“My recruiter lied to me.” It’s a phrase you often hear from disgruntled or just plain grumpy junior enlisted Soldiers. I’m sure there are isolated cases where that’s true. But what about when it looks like the entire Army leadership lied to you?
To 1,000 immigrants currently serving in the Army Reserve who enlisted in 2016 under the Military Accessions Vital to the National Interest program, that’s exactly what it looks like. The Pentagon recently decided that the program needs greater scrutiny, leaving these soldiers in legal limbo. Some of them face deportation due to the fact that since the Pentagon has delayed their naturalization, their visas have expired.
Some of these soldiers are suing the Department of Defense over the issue. Their next hearing is set for this coming Wednesday.
The MAVNI program is (or maybe soon, was) designed to encourage immigrants with certain skills, especially language skills, for which the Army has an urgent need, to enlist in return for an expedited path to citizenship.
According to a Pentagon fact sheet on the program, MAVNI was authorized to recruit up to 5,200 immigrants — who were not permanent residents and who had the requisite skills — in Fiscal Year 2016. In return, these people would become citizens upon completion of their training. Since the program’s inception in 2009, the Pentagon has recruited more than 10,000 men and women into the armed forces, primarily the Army, through MAVNI.
But in May of this year, the DoD circulated a memo, later obtained by he Washington Post, which indicated the department was prepared to end the program abruptly, citing issues with security investigations of program participants.
anti-immigrant or legitimate concern?
It’s tempting to blame this turn of events on some sort of anti-immigrant, nativist impulse in Trump Administration. But it’s not nearly that simple.
Concerns over security issues emerged last fall before the election, and the official who the Post reports signed-off on the memo, Anthony M. Kurta, is not, or at least was not at the time, a Trump appointee. Kurta is a retired Navy Rear Admiral who transitioned into the Senior Executive Service after his 2013 retirement. He became deputy assistant secretary of defense for military personnel policy (a position that does not require any Senate confirmation) in 2014. As the senior career official in the Pentagon’s personnel office, he as been performing the duties of the under secretary of defense for personnel and readiness since January.
On June 25, the president nominated Kurta to be the principal deputy under secretary in that office. Two days later, he appointed Robert Wilkie, who had been serving on the staff of North Carolina Republican Sen.Thom Tillis and previously served in the Pentagon during the Bush Administration, to the under secretary position. The Senate is likely to consider both men some time in September.
what’s likely to happen?
These types lawsuits have a fairly decent success record. In 2001, then-Maj. Martha McSally, senior female fighter pilot in the Air Force (who eventually retired as a colonel and now serves as a Republican Congresswoman from Arizona) sued the DoD over the policy that required military women stationed in Saudi Arabia to wear an abaya when leaving the confines of post. In response to the publicity brought by the suit, Congress prohibited the practice a year later. And in 2012, four women (one of whom, for the record, was under my command in the Army Reserve at the time) sued the DoD over the policy barring women from direct combat. The Obama Administration ended that policy before the case made it to trial.
So if history is any guide, the pressure of this legal challenge may convince the Pentagon to reverse course this time as well. Frankly, that would be the only just outcome. End the program if you must, but don’t penalize the men and women who signed on the dotted line and are fulfilling their obligations honorably. Anything less is a breach of trust from an organization that depends on mutual trust to fight and win the nation’s wars.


WORK REQUEST: Locate every line below that contains the word "elements" and copy it.

────────────────

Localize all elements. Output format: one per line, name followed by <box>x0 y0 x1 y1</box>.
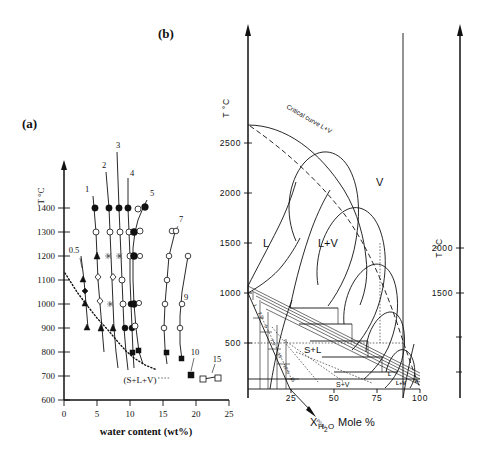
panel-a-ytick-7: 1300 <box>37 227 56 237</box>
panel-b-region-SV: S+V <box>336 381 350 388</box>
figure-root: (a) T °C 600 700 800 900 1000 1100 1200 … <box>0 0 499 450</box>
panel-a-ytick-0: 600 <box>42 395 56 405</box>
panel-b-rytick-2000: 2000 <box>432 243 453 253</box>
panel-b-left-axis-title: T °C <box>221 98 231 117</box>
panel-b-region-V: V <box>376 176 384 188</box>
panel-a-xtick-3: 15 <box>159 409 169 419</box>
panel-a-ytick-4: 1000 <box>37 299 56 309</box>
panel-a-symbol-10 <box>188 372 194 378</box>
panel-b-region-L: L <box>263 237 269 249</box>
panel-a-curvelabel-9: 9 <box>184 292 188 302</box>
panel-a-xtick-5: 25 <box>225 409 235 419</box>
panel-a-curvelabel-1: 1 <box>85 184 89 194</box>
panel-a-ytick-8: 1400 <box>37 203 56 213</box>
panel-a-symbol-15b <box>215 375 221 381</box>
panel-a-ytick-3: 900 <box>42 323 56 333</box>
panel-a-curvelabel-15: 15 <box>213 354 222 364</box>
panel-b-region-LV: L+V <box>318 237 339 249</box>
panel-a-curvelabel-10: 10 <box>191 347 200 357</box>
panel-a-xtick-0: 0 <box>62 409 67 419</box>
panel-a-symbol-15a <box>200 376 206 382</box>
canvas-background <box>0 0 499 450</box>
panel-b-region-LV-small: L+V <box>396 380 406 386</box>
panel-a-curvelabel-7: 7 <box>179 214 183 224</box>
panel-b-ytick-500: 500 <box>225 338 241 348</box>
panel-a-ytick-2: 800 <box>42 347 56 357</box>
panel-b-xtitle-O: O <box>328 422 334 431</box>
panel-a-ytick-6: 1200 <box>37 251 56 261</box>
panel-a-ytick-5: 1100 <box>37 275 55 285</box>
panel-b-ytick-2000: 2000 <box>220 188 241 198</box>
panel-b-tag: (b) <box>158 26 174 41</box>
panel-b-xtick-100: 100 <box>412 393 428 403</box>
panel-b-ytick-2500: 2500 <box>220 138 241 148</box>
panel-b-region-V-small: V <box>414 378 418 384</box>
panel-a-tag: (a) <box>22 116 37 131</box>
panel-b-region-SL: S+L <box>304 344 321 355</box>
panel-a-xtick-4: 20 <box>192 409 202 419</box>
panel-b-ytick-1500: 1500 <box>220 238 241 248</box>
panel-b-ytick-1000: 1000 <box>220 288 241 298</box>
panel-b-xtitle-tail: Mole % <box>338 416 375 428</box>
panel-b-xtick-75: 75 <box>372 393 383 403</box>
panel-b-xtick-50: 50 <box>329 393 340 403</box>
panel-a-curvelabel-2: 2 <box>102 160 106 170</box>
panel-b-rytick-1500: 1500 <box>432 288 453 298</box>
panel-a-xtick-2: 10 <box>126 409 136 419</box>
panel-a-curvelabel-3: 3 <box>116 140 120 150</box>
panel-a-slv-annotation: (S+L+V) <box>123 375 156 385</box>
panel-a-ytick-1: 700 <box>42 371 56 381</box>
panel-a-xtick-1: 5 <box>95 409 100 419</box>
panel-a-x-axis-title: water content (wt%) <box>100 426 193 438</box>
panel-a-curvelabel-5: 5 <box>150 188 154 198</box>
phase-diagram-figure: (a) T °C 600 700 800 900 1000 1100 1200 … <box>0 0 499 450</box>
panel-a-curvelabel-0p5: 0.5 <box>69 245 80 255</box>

────────────────

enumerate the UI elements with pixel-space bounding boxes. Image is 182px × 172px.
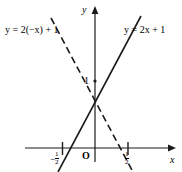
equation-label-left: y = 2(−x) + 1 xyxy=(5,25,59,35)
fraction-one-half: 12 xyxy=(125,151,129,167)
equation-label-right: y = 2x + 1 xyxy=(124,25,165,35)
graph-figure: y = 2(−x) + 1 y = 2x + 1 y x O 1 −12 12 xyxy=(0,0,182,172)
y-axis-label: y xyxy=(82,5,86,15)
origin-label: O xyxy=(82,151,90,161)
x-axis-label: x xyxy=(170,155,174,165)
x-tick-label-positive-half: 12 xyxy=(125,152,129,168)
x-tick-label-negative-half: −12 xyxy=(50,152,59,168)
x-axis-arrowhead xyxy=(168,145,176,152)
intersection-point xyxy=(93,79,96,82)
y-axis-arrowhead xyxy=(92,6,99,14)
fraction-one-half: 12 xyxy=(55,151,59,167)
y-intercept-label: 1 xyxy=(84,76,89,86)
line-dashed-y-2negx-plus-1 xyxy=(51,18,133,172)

────────────────

TASK SOLUTION:
Localize all elements. Output format: one per line, name followed by <box>x0 y0 x1 y1</box>.
enumerate the UI elements with pixel-space bounding boxes. Image is 182px × 172px.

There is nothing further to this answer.